Chronic Belonging

When I was in grade school, I was in a Church youth group. The group was interesting and fun, and I was able to really feel a part of it. I took comfort in belonging to such a group. My response was to jump in with both feet. If there was a related event, activity, or group, I was always a part of it.

This was the first of what would become a string of attachments to groups that would span much of my life.

A sense of belonging to something, anything, seems to be a basic human need. Even when the thing to which we belong is negative, the belonging itself can feel like a positive. While the need to belong is not necessarily a bad thing, I have found myself to have suffered from a chronic need to belong, often to the exclusion of anything else.

As I entered university, my new fix for belonging came from a band. There were only three of us, but I would have practiced every night if it were up to me. Of course, the music was a draw and it was a fun to create something, but what always pushed me was the need to belong.

Later in life, I came to belong to a new type of group. This time it was a legal entity; a corporation. Of course, it was much more than that; it was a group of peers building something together. Again, I wanted to belong, and as always, I wanted to belong as much as I could.

This worked well for quite a while, as the founding partners were all at a similar stage in life were such a venture really could be their primary focus. When your need to belong to something is this strong, though, it can be troubling when another member finds something else more important than the group. When some of the partners chose to focus on travel or education, even though it was almost always beneficial, this struck at my basic need to belong to the group. How could someone not want to be completely focused on this?

Ed Robertson of the group the Barenaked Ladies spoke in an interview about how deeply he was affected by the departure of one of their founding members during the midst of their early success. I can’t find the quote (it was a TV interview), but Robertson spoke of how it shook his view of what was important to see a member of this thing that was so important to him just walk away from it.

I write about this now because I can understand it in hindsight. That is to say, it’s behind me. I’m still a member of the company we founded almost ten years ago. It is still an important part of my life. However, it is no longer the most important thing in my life, nor do I feel the need to immerse myself completely in it. No longer do the choices of fellow company founders shake my faith in the value of the group.

It’s also easy to understand the origins of this need to belong once you are able to step outside of it. From this vantage point, it’s clear that the need comes, at least in part, from the comfort of sharing values and goals with others. As long as you’re not the only one living your life in a particular way, you can find security in knowing others have made the same choice. Even if it turns out to be a mistake, at least it’s a mistake you’ll make in good company, rather than alone.

Moving beyond this chronic need to belong seems to require a sense of self-confidence. You need to know that you can make good choices even when others make different, or even contrary, choices. It also helps to know that there are some groups to which you will always belong. Having a family of my own now seems to have given me much more security in this regard. I will always be, by definition, a member of my own family.

I finally find myself able to be a part of something, without having to immerse myself completely in it.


# Task details:
Some lines in the records below may hold the word "type"; give the number of those lines and nothing else.

# Input data:
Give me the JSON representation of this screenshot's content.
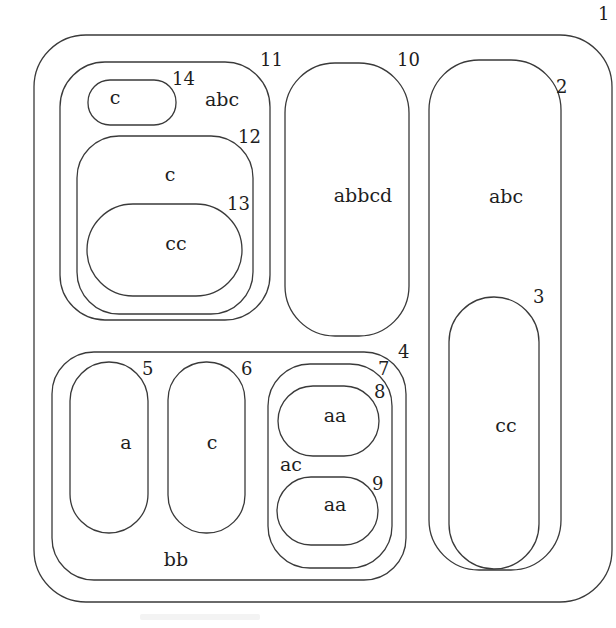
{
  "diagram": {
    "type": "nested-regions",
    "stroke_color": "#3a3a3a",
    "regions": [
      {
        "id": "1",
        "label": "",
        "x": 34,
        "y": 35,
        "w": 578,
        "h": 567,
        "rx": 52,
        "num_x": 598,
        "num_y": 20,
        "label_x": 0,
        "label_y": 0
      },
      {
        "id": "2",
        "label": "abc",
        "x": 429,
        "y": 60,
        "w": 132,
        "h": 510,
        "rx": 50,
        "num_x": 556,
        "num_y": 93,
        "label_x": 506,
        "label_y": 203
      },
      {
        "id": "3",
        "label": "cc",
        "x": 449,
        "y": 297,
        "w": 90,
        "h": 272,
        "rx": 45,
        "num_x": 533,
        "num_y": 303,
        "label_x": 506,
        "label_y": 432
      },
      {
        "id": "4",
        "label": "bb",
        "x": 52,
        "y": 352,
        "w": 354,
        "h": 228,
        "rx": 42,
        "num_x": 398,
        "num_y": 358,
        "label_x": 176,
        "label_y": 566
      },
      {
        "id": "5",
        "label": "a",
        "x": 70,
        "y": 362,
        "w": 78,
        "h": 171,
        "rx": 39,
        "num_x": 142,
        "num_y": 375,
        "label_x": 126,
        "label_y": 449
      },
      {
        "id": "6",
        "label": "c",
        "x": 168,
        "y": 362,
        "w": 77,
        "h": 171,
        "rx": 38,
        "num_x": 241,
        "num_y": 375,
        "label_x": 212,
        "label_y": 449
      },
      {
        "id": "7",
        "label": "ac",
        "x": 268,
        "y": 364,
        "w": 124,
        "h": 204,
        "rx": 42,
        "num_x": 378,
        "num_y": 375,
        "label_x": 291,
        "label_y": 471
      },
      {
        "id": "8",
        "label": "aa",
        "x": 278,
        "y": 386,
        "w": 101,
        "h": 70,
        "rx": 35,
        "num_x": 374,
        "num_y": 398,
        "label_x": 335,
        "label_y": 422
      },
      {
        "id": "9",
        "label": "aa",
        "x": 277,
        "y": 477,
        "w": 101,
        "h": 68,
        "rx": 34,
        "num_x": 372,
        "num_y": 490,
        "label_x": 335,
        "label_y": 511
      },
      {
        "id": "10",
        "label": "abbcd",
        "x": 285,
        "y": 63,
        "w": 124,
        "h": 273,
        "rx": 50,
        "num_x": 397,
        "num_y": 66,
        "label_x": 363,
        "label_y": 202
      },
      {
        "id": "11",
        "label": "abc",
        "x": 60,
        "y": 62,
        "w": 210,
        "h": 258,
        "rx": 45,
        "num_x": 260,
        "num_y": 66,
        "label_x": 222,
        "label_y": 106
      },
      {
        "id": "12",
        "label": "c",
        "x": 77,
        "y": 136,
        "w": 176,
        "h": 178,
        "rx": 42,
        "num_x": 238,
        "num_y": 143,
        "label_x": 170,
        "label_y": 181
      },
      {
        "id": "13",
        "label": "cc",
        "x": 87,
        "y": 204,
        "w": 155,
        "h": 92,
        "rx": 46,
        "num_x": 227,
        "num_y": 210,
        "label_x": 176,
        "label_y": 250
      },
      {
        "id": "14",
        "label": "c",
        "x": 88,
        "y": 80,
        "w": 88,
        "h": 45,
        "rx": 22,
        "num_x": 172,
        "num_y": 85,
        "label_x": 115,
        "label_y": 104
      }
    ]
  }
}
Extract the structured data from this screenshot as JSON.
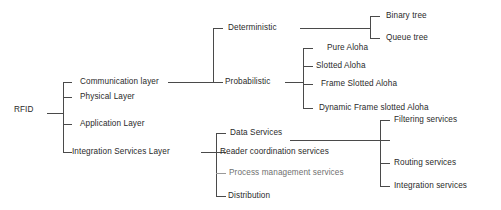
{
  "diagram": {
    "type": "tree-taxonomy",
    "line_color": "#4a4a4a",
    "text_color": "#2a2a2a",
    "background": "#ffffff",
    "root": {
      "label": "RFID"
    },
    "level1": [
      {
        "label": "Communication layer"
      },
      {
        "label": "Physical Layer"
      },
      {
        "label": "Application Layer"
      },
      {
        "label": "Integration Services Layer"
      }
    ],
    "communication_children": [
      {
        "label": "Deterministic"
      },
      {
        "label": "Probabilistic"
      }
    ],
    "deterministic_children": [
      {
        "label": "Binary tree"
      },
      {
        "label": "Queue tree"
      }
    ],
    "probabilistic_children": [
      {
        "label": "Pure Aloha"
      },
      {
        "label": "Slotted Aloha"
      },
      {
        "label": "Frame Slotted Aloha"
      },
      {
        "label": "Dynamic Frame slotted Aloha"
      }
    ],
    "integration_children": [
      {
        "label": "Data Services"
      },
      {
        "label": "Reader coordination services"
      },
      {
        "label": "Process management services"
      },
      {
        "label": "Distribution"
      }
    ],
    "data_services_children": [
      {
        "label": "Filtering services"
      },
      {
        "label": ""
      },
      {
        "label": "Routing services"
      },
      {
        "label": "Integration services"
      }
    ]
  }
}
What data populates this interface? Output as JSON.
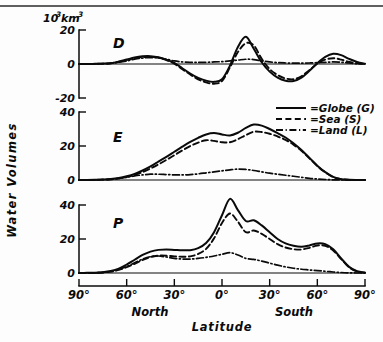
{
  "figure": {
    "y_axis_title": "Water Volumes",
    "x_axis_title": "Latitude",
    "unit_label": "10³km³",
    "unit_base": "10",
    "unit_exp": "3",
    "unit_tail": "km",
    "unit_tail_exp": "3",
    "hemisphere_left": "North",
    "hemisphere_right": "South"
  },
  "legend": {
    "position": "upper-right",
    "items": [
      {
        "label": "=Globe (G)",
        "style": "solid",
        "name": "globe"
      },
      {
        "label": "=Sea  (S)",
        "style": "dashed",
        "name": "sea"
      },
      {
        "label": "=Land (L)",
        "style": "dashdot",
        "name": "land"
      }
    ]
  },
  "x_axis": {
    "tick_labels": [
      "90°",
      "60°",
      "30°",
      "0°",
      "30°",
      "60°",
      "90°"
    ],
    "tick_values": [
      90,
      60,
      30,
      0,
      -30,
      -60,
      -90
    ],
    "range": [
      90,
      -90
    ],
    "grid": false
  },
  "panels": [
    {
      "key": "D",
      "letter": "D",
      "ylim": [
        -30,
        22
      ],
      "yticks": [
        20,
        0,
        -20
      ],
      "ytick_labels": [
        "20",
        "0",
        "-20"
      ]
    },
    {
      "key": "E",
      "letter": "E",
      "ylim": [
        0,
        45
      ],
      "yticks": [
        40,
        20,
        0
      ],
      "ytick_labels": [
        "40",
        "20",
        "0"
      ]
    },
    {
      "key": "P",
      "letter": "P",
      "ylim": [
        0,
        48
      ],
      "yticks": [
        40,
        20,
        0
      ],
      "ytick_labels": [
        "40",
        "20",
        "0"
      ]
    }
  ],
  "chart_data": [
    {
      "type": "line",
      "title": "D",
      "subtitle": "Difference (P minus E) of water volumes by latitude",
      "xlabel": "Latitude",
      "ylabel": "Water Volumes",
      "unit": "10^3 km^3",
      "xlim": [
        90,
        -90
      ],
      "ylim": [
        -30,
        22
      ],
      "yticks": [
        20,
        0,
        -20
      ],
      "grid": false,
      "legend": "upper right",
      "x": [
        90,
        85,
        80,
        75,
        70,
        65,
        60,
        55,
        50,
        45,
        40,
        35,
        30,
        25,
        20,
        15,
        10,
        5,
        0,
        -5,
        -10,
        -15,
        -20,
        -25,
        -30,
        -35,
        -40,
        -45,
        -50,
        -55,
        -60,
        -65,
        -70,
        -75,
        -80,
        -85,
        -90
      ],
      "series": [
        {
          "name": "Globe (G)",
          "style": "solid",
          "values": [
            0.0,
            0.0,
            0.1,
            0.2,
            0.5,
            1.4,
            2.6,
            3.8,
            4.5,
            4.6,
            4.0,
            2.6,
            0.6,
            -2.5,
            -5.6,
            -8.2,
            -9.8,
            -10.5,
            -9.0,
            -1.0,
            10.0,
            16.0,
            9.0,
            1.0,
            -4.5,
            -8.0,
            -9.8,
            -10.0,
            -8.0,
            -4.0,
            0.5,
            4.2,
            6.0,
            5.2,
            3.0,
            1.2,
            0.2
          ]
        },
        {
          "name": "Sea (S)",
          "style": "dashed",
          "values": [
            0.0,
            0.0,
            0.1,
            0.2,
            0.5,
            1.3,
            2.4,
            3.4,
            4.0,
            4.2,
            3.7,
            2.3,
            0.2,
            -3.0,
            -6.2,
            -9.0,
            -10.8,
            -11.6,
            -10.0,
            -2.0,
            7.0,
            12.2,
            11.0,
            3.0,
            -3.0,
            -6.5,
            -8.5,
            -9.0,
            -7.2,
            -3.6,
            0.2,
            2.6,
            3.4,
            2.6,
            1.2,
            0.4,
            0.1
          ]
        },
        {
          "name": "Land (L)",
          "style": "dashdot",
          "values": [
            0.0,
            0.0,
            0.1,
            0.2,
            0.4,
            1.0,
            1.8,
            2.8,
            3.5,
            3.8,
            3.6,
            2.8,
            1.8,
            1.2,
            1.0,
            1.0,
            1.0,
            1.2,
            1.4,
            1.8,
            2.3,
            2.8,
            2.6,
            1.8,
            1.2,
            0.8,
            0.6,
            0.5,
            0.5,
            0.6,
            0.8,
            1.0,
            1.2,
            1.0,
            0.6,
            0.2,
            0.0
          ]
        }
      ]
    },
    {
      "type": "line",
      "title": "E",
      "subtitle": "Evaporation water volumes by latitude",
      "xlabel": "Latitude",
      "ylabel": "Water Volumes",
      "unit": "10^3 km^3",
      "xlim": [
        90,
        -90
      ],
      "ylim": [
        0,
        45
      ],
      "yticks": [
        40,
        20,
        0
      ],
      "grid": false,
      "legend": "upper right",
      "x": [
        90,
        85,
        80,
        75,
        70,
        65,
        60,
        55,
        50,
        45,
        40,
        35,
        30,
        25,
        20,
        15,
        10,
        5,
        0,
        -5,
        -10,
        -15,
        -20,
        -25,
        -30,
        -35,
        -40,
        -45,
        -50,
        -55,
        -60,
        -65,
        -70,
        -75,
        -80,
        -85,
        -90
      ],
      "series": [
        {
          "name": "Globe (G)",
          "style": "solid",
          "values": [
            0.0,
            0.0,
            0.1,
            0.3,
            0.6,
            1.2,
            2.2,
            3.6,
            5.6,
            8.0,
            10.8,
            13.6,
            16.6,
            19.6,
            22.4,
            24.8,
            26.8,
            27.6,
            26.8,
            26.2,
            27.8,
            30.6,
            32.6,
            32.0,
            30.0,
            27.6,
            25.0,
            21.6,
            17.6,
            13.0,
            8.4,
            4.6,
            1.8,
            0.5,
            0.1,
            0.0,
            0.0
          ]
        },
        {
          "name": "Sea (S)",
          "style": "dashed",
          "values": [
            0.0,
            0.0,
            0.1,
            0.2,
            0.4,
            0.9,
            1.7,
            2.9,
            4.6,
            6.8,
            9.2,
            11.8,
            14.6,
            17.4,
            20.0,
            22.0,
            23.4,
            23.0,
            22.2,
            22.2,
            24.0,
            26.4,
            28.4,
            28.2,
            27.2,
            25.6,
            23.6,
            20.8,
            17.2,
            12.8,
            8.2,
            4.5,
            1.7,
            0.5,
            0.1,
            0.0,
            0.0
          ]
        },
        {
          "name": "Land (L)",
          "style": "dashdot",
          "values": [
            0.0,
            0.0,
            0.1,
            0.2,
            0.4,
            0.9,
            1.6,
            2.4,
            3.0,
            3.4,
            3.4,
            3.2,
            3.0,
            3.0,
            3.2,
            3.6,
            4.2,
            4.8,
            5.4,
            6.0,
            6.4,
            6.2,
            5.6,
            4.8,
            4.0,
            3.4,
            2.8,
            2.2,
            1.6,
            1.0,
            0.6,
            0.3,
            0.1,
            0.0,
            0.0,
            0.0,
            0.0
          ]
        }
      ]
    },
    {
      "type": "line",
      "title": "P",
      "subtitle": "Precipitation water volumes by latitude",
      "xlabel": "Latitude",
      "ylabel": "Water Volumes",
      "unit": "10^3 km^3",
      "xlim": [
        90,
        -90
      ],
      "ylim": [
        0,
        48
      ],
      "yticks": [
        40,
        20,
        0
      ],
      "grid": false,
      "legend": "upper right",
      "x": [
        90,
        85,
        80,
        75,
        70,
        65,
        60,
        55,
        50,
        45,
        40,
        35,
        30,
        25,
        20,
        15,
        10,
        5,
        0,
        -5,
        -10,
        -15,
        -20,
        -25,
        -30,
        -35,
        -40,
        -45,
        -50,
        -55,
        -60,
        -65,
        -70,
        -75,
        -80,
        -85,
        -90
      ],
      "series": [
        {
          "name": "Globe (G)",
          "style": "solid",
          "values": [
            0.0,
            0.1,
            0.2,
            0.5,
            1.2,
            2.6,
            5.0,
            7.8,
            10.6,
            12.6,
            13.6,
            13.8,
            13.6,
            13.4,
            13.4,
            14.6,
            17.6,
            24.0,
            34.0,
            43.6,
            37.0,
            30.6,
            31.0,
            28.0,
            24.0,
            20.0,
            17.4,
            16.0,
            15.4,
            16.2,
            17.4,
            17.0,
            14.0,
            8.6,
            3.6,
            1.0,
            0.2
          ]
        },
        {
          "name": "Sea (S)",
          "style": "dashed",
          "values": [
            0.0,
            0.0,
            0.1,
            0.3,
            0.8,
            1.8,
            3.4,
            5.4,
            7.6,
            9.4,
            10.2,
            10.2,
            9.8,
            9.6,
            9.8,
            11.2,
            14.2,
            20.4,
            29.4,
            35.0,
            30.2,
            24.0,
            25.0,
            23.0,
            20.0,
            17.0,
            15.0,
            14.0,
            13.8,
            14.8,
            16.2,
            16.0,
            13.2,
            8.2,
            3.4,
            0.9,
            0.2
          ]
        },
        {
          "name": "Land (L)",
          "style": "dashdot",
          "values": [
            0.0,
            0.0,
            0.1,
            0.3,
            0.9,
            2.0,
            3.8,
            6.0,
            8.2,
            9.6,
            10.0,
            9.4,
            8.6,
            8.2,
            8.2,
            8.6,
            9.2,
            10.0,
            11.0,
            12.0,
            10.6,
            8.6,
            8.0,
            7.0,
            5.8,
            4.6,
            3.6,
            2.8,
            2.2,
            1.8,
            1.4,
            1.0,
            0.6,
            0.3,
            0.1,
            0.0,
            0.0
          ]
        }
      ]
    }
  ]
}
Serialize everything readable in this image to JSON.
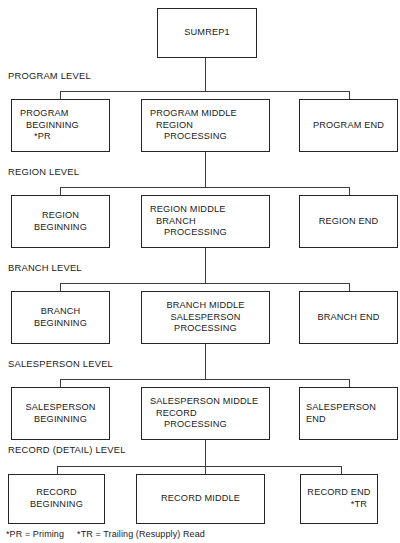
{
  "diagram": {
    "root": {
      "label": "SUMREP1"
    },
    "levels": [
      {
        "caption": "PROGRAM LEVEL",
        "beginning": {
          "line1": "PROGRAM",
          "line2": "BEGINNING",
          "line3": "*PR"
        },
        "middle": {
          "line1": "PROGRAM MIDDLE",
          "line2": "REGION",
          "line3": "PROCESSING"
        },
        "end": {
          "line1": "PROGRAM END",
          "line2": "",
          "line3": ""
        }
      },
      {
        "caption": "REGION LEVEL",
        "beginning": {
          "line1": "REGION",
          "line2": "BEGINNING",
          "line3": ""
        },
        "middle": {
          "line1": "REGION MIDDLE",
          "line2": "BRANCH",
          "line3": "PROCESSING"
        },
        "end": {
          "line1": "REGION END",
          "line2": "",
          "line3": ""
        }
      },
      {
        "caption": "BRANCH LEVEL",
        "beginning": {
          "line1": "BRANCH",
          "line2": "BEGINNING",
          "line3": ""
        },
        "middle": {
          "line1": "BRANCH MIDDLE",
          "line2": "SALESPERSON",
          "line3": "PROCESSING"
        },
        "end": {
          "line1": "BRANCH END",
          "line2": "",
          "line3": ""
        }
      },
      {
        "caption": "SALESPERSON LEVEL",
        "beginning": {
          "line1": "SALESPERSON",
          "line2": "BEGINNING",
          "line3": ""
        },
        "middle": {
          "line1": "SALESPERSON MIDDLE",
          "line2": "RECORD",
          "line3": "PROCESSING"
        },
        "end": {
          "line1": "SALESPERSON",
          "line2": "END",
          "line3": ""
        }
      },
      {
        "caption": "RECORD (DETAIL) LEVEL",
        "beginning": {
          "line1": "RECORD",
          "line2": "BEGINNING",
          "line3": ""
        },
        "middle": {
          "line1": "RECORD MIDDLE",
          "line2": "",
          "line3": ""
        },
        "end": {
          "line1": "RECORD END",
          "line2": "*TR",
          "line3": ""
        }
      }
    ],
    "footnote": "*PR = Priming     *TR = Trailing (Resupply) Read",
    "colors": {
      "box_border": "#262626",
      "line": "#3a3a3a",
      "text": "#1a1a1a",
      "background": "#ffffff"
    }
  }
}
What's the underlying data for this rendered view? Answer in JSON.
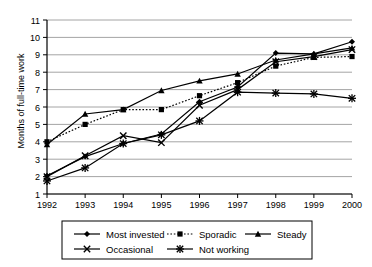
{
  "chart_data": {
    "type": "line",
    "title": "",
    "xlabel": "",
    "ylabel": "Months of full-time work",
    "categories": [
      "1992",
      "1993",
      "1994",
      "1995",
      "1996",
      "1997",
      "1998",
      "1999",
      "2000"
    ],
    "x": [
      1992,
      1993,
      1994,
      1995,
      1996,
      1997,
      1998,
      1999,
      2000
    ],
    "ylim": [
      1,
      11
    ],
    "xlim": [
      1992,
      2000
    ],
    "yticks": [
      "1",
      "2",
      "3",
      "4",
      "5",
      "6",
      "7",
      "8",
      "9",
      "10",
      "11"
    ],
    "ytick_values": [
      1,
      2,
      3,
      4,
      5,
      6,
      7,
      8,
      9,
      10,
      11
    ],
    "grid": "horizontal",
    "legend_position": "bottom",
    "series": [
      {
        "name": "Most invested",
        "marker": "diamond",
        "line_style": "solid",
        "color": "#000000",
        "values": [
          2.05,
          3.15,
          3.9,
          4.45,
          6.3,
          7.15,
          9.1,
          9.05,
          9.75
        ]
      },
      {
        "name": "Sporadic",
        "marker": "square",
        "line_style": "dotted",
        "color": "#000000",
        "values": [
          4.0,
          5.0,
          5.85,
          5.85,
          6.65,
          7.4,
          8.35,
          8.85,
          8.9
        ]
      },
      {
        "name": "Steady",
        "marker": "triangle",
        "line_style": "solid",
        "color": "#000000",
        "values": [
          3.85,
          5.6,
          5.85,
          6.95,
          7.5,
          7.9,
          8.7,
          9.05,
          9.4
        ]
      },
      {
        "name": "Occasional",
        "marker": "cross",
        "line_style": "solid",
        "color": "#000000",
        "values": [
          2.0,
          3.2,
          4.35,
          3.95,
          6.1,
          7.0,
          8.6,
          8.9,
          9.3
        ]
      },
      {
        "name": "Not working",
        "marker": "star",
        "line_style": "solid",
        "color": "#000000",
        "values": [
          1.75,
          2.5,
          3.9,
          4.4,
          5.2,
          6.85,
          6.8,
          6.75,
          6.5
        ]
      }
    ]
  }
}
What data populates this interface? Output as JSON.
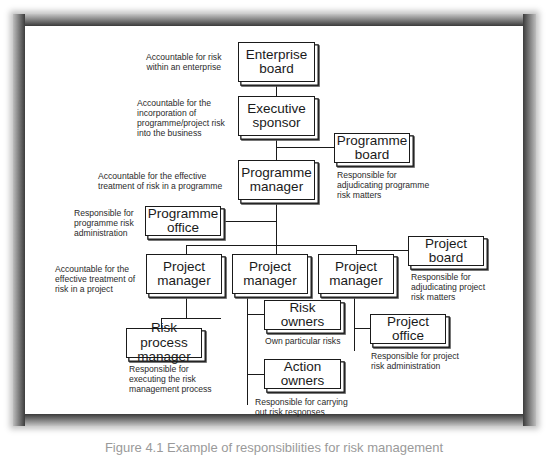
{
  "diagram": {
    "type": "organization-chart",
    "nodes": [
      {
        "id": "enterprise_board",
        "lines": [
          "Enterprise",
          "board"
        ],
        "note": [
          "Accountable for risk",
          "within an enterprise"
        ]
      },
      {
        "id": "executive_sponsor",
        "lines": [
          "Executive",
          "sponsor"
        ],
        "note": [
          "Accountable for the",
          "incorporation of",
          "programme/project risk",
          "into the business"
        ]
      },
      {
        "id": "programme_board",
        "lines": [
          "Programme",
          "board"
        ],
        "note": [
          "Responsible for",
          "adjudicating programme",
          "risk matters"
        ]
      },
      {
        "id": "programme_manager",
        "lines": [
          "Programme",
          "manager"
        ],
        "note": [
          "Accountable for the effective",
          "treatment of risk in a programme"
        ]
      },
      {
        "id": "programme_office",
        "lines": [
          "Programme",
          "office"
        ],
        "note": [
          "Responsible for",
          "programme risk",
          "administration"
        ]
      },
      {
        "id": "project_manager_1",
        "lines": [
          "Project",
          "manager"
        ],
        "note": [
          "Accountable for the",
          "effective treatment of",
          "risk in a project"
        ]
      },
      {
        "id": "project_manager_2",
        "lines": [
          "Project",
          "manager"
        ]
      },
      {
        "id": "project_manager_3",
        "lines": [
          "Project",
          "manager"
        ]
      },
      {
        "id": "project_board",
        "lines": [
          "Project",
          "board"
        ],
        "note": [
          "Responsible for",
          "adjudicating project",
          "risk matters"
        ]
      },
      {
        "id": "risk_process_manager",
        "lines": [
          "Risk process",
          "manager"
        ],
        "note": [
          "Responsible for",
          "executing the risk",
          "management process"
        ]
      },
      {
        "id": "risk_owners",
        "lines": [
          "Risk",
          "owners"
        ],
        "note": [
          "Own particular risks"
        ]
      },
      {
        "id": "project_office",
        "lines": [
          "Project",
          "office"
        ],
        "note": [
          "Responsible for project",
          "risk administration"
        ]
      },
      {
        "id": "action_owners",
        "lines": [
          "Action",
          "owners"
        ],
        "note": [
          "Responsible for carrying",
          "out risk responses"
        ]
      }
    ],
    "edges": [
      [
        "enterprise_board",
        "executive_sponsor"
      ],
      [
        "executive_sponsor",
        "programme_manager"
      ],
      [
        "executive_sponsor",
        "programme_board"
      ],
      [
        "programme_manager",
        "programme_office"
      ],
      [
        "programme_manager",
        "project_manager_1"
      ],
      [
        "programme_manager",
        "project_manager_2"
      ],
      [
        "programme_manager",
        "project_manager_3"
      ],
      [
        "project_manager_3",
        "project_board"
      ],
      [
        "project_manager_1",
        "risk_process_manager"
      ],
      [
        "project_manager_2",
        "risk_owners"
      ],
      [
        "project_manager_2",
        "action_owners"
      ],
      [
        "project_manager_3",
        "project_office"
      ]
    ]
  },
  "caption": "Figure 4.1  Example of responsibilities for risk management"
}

# The answer:
7